The Month in Media: May

McDonald’s Controversy

Following the backlash Pepsi faced with their ill-timed protest inspired advert you’d think companies would be triple checking whether an ad they were producing was going to cause controversy. The latest McDonald’s ad tapped into childhood grievance as a young lad searched for familiarities with his deceased dad, luckily he found that in the form of a Fillet -o- Fish, which was also his father’s favourite.

Like the Pepsi ad, this was pulled quickly following the understandable backlash. However, the day after the ad airing, it was one of the most talked about things on social media, a coincidence? Maybe so, but it still definitely did a job. 

Snap glasses

Snapchat have probably endured the toughest first quarter of any social platform, completely missing their estimates by nearly $10m, a reported net loss of $2.2b and user numbers dropping off too.

Facebook are largely the cause of this, implementing a range of new features on their own Snap rival in Instagram and their efforts in bullying Snapchat into irrelevance seem to be working.

In an attempt to hang on to relevancy they’ve released their alternative to Google Glass in the form of ‘Spectacles’. With the tagline of “make memories from your perspective” they’ll be hoping their quirky marketing campaign means this launch goes a whole lot better than that of Google Glass.

Facebook exploitation

Whilst Snapchat were having their troubles, Facebook weren’t without their own. Coming under fire after leaked documents found that the platform had told advertisers they could identify and target teens that were feeling ‘insecure’ ‘worthless’ and ‘In need of a confidence boost’.

Coming after Facebook’s integrity already being called into question regarding the spreading of ‘fake news’ not too long ago, this was the last thing they needed being leaked to the public.

Small businesses not utilising social

Manta surveyed 4,500 small business owners and found that 51% of them were not using social media as a form of marketing their brand. Though half of them did admit that they thought it was a useful platform for growing their business.

The stats are thought to be down to SMB’s not having the time to run a social page due to limited staffing etc.

However, in a time when consumers are so social media savvy, to not be utilising such a cost effective form of advertising really is setting yourself up for an early fall. Social pages for any size business owner act as an online shopfront, a first point of contact for someone searching for your services and if it isn’t up to scratch, they will go elsewhere.

Walkers blunder
Surely brands by now have learned that they can’t trust the internet to self-regulate their input to online campaigns. Walkers however clearly missed that memo.

Their Champions League campaign saw Gary Linekar holding up a card in front of his face, asking the public to submit their selfies via Twitter that would then appear on the card. All well and good, if the selfies are being monitored…

Obviously, that wasn’t the case, as the result was Gary holding up the likes of Rolf Harris, Harold Shipman and Jimmy Saville for the whole of the social media world to see.

Google fight to restore confidence

The cracks are still refusing to be covered for Google following the findings that they were pushing company ads alongside extremist material online.

After a string of household names boycotted their services for advertising, the panic has clearly and rightfully set in as they continue to face an uphill struggle to convince advertisers that the problem is solved.

Last month saw them promise their ad platform AdSense would begin removing ads on a page by page basis, as opposed to the previous method of targeting whole websites that were allowing offensive material to slip through.

May at MAG

We’ve started our highly anticipated work with nutrition giants Herbalife in the form of a huge social campaign combined with OOH to promote their ‘ideal breakfast’.

World Milk Day fell on the 1st June, so we launched a massive video campaign across Facebook and Twitter designed to educate audiences on the issues with the dairy industry. The campaign reached well over one million people and a ‘Thunderclap’ that was set up meant thousands on Twitter also relayed the message on their own feed.

Our striking campaign with Today Tix brightened up the London Underground whilst our OOH campaign with China Southern popped up on the building of one of their direct competitors!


◆ **Assigned task**: Go through the lines below and retype each one exactly.
++++ Source information ++++
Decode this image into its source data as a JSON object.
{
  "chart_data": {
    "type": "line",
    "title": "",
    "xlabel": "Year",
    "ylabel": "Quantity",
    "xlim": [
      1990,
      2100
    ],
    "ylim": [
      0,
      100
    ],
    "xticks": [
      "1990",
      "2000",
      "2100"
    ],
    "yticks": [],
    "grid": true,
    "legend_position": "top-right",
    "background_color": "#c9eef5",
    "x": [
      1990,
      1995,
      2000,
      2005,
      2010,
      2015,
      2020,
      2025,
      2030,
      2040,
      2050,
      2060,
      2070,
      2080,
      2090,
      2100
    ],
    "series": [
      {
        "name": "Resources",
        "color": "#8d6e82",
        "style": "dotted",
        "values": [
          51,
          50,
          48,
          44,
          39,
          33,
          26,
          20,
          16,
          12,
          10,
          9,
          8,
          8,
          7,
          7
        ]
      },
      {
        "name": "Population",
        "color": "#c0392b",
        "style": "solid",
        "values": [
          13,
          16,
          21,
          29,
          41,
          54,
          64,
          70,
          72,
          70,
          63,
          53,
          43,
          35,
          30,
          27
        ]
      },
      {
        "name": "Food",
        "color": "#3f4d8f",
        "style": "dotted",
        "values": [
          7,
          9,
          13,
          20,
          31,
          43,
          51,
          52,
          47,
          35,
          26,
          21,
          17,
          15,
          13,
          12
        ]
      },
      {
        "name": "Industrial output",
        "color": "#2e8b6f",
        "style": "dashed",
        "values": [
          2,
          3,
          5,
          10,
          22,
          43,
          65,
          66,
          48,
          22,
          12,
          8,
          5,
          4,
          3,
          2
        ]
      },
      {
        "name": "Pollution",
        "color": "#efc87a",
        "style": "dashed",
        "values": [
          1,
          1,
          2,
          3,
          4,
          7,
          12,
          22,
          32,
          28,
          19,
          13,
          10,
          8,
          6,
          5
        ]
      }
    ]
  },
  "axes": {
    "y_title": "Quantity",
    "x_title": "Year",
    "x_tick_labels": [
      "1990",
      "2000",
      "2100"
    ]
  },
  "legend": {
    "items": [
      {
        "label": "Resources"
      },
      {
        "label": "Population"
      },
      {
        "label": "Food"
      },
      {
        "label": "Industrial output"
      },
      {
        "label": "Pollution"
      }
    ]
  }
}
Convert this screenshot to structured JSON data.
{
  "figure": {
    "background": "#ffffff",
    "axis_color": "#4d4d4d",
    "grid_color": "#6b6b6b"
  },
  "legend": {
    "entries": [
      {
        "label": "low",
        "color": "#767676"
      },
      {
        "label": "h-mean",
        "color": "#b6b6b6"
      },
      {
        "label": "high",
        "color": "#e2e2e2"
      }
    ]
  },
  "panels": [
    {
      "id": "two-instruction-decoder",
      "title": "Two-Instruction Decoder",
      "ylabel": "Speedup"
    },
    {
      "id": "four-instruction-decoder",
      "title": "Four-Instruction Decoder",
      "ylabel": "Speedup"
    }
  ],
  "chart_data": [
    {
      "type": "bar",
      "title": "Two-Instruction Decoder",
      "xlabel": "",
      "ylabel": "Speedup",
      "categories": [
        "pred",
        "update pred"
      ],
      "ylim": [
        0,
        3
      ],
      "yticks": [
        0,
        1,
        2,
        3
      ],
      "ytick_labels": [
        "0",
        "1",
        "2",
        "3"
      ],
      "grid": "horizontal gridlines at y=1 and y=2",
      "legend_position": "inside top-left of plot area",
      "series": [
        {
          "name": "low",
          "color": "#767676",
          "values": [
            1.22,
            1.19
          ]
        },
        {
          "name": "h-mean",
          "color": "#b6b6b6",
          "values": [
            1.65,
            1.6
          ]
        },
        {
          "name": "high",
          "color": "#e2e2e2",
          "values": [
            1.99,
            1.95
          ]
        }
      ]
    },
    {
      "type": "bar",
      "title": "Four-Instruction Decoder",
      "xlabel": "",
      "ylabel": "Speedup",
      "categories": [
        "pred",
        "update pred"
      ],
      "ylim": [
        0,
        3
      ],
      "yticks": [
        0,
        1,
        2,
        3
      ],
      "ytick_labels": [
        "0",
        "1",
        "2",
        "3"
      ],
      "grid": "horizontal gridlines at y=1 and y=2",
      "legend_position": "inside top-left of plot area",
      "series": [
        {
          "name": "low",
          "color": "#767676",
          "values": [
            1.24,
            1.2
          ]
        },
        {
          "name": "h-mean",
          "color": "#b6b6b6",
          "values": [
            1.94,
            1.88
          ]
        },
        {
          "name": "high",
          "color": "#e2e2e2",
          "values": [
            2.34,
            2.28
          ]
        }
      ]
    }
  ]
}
++++
◆ **Solution to the problem**:
Decode this image into its source data as a JSON object.
{
  "chart_data": {
    "type": "line",
    "title": "",
    "xlabel": "Year",
    "ylabel": "Quantity",
    "xlim": [
      1990,
      2100
    ],
    "ylim": [
      0,
      100
    ],
    "xticks": [
      "1990",
      "2000",
      "2100"
    ],
    "yticks": [],
    "grid": true,
    "legend_position": "top-right",
    "background_color": "#c9eef5",
    "x": [
      1990,
      1995,
      2000,
      2005,
      2010,
      2015,
      2020,
      2025,
      2030,
      2040,
      2050,
      2060,
      2070,
      2080,
      2090,
      2100
    ],
    "series": [
      {
        "name": "Resources",
        "color": "#8d6e82",
        "style": "dotted",
        "values": [
          51,
          50,
          48,
          44,
          39,
          33,
          26,
          20,
          16,
          12,
          10,
          9,
          8,
          8,
          7,
          7
        ]
      },
      {
        "name": "Population",
        "color": "#c0392b",
        "style": "solid",
        "values": [
          13,
          16,
          21,
          29,
          41,
          54,
          64,
          70,
          72,
          70,
          63,
          53,
          43,
          35,
          30,
          27
        ]
      },
      {
        "name": "Food",
        "color": "#3f4d8f",
        "style": "dotted",
        "values": [
          7,
          9,
          13,
          20,
          31,
          43,
          51,
          52,
          47,
          35,
          26,
          21,
          17,
          15,
          13,
          12
        ]
      },
      {
        "name": "Industrial output",
        "color": "#2e8b6f",
        "style": "dashed",
        "values": [
          2,
          3,
          5,
          10,
          22,
          43,
          65,
          66,
          48,
          22,
          12,
          8,
          5,
          4,
          3,
          2
        ]
      },
      {
        "name": "Pollution",
        "color": "#efc87a",
        "style": "dashed",
        "values": [
          1,
          1,
          2,
          3,
          4,
          7,
          12,
          22,
          32,
          28,
          19,
          13,
          10,
          8,
          6,
          5
        ]
      }
    ]
  },
  "axes": {
    "y_title": "Quantity",
    "x_title": "Year",
    "x_tick_labels": [
      "1990",
      "2000",
      "2100"
    ]
  },
  "legend": {
    "items": [
      {
        "label": "Resources"
      },
      {
        "label": "Population"
      },
      {
        "label": "Food"
      },
      {
        "label": "Industrial output"
      },
      {
        "label": "Pollution"
      }
    ]
  }
}
Convert this screenshot to structured JSON data.
{
  "figure": {
    "background": "#ffffff",
    "axis_color": "#4d4d4d",
    "grid_color": "#6b6b6b"
  },
  "legend": {
    "entries": [
      {
        "label": "low",
        "color": "#767676"
      },
      {
        "label": "h-mean",
        "color": "#b6b6b6"
      },
      {
        "label": "high",
        "color": "#e2e2e2"
      }
    ]
  },
  "panels": [
    {
      "id": "two-instruction-decoder",
      "title": "Two-Instruction Decoder",
      "ylabel": "Speedup"
    },
    {
      "id": "four-instruction-decoder",
      "title": "Four-Instruction Decoder",
      "ylabel": "Speedup"
    }
  ],
  "chart_data": [
    {
      "type": "bar",
      "title": "Two-Instruction Decoder",
      "xlabel": "",
      "ylabel": "Speedup",
      "categories": [
        "pred",
        "update pred"
      ],
      "ylim": [
        0,
        3
      ],
      "yticks": [
        0,
        1,
        2,
        3
      ],
      "ytick_labels": [
        "0",
        "1",
        "2",
        "3"
      ],
      "grid": "horizontal gridlines at y=1 and y=2",
      "legend_position": "inside top-left of plot area",
      "series": [
        {
          "name": "low",
          "color": "#767676",
          "values": [
            1.22,
            1.19
          ]
        },
        {
          "name": "h-mean",
          "color": "#b6b6b6",
          "values": [
            1.65,
            1.6
          ]
        },
        {
          "name": "high",
          "color": "#e2e2e2",
          "values": [
            1.99,
            1.95
          ]
        }
      ]
    },
    {
      "type": "bar",
      "title": "Four-Instruction Decoder",
      "xlabel": "",
      "ylabel": "Speedup",
      "categories": [
        "pred",
        "update pred"
      ],
      "ylim": [
        0,
        3
      ],
      "yticks": [
        0,
        1,
        2,
        3
      ],
      "ytick_labels": [
        "0",
        "1",
        "2",
        "3"
      ],
      "grid": "horizontal gridlines at y=1 and y=2",
      "legend_position": "inside top-left of plot area",
      "series": [
        {
          "name": "low",
          "color": "#767676",
          "values": [
            1.24,
            1.2
          ]
        },
        {
          "name": "h-mean",
          "color": "#b6b6b6",
          "values": [
            1.94,
            1.88
          ]
        },
        {
          "name": "high",
          "color": "#e2e2e2",
          "values": [
            2.34,
            2.28
          ]
        }
      ]
    }
  ]
}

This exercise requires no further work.